Amit Shah launches 70-lakh sapling drive in Delhi
Synopsis
Key Takeaways
Union Home Minister Amit Shah participated live on Tuesday, 7 July 2026, in the launch of a mission to plant 70 lakh saplings in Delhi under the Ek Ped Maa Ke Naam (One Tree in the Name of Mother) campaign, sharing the event in real time on social media.
Context
The Ek Ped Maa Ke Naam campaign was first launched nationally by Prime Minister Narendra Modi in 2024 as a mass-participation afforestation initiative that invites citizens to plant a tree as a tribute to their mothers. The campaign has since been adopted across states and union territories, with high-profile political participation used to mobilise public involvement — particularly during the monsoon planting season when soil and rainfall conditions are most favourable.
Shah's live broadcast of the Delhi launch underscores the central government's direct involvement in extending the campaign to the national capital, where urban green-cover expansion has been a recurring policy priority.
Policy Backdrop
India's national forestry targets require significant annual increases in tree and forest cover, and urban plantation drives form a key component of meeting those goals. Delhi, as a densely populated metropolitan area with persistent air-quality challenges, has been the focus of multiple city-level greening efforts coordinated between the Centre and local administration over the years.
Campaigns like Ek Ped Maa Ke Naam sit within a broader pattern of government-led afforestation pushes that combine symbolic resonance — honouring mothers — with measurable environmental targets. Setting a specific figure of 70 lakh saplings for Delhi gives the mission a concrete, trackable benchmark.
Stakeholders and Impact
Delhi residents and urban forestry groups are the primary stakeholders. A successful plantation of 70 lakh saplings across the capital would meaningfully expand the city's green canopy, with potential long-term benefits for air quality, urban heat-island mitigation, and biodiversity. Resident welfare associations, schools, and voluntary organisations are typically mobilised as ground-level participants in such drives.
The involvement of a senior Union Cabinet minister at the launch signals that the Centre views the Delhi mission as a flagship demonstration of the campaign's scale and ambition, which could encourage similar city-level missions elsewhere in the country.
What's Next
Attention will now turn to how the 70 lakh sapling target is tracked, verified, and reported as the monsoon season progresses. Environmental observers and urban forestry officials will watch whether survival rates — often the weak link in large plantation drives — are monitored alongside raw planting numbers. If the Delhi mission achieves its target, it is likely to serve as a model for replication in other major cities, potentially giving the Ek Ped Maa Ke Naam campaign a new phase of urban-focused momentum ahead of future policy reviews.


# EXERCISE AIM
Pick out the lines below that contain the string "Assignment" and copy them all.

# Dataset rows describing interfaces
--------------------
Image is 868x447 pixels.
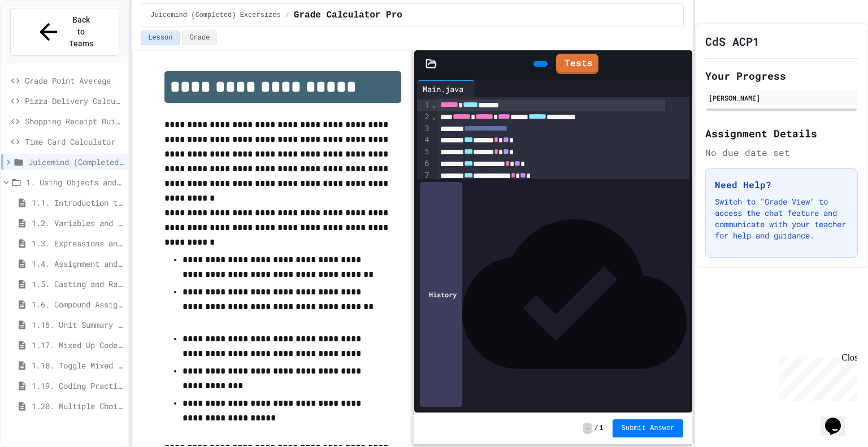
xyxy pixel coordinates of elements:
[31,360,124,371] span: 1.18. Toggle Mixed Up or Write Code Practice 1.1-1.6
[25,75,124,86] span: Grade Point Average
[150,11,280,20] span: Juicemind (Completed) Excersizes
[705,33,759,49] h1: CdS ACP1
[417,80,475,97] div: Main.java
[417,83,469,95] div: Main.java
[25,115,124,127] span: Shopping Receipt Builder
[705,126,857,141] h2: Assignment Details
[417,135,431,147] div: 4
[417,147,431,158] div: 5
[294,8,403,22] span: Grade Calculator Pro
[594,424,598,434] span: /
[31,197,124,209] span: 1.1. Introduction to Algorithms, Programming, and Compilers
[141,31,180,45] button: Lesson
[31,400,124,412] span: 1.20. Multiple Choice Exercises for Unit 1a (1.1-1.6)
[31,237,124,249] span: 1.3. Expressions and Output [New]
[708,93,854,103] div: [PERSON_NAME]
[31,299,124,310] span: 1.6. Compound Assignment Operators
[28,156,124,168] span: Juicemind (Completed) Excersizes
[431,100,437,109] span: Fold line
[621,424,675,434] span: Submit Answer
[612,419,684,438] button: Submit Answer
[820,402,856,436] iframe: chat widget
[68,14,95,49] span: Back to Teams
[714,196,848,241] p: Switch to "Grade View" to access the chat feature and communicate with your teacher for help and ...
[4,4,78,72] div: Chat with us now!Close
[26,176,124,188] span: 1. Using Objects and Methods
[31,258,124,270] span: 1.4. Assignment and Input
[25,95,124,107] span: Pizza Delivery Calculator
[25,136,124,148] span: Time Card Calculator
[417,112,431,123] div: 2
[599,424,603,434] span: 1
[417,123,431,135] div: 3
[583,423,591,434] span: -
[417,170,431,182] div: 7
[556,54,598,74] a: Tests
[31,319,124,331] span: 1.16. Unit Summary 1a (1.1-1.6)
[417,100,431,112] div: 1
[31,217,124,229] span: 1.2. Variables and Data Types
[285,11,289,20] span: /
[31,339,124,351] span: 1.17. Mixed Up Code Practice 1.1-1.6
[31,380,124,392] span: 1.19. Coding Practice 1a (1.1-1.6)
[705,146,857,159] div: No due date set
[31,278,124,290] span: 1.5. Casting and Ranges of Values
[420,182,462,407] div: History
[431,112,437,121] span: Fold line
[774,353,856,401] iframe: chat widget
[417,158,431,170] div: 6
[10,8,120,56] button: Back to Teams
[705,67,857,84] h2: Your Progress
[714,178,848,192] h3: Need Help?
[182,31,217,45] button: Grade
--------------------
# SOLUTION TO THIS EXERCISE
[705,126,857,141] h2: Assignment Details
[31,299,124,310] span: 1.6. Compound Assignment Operators
[31,258,124,270] span: 1.4. Assignment and Input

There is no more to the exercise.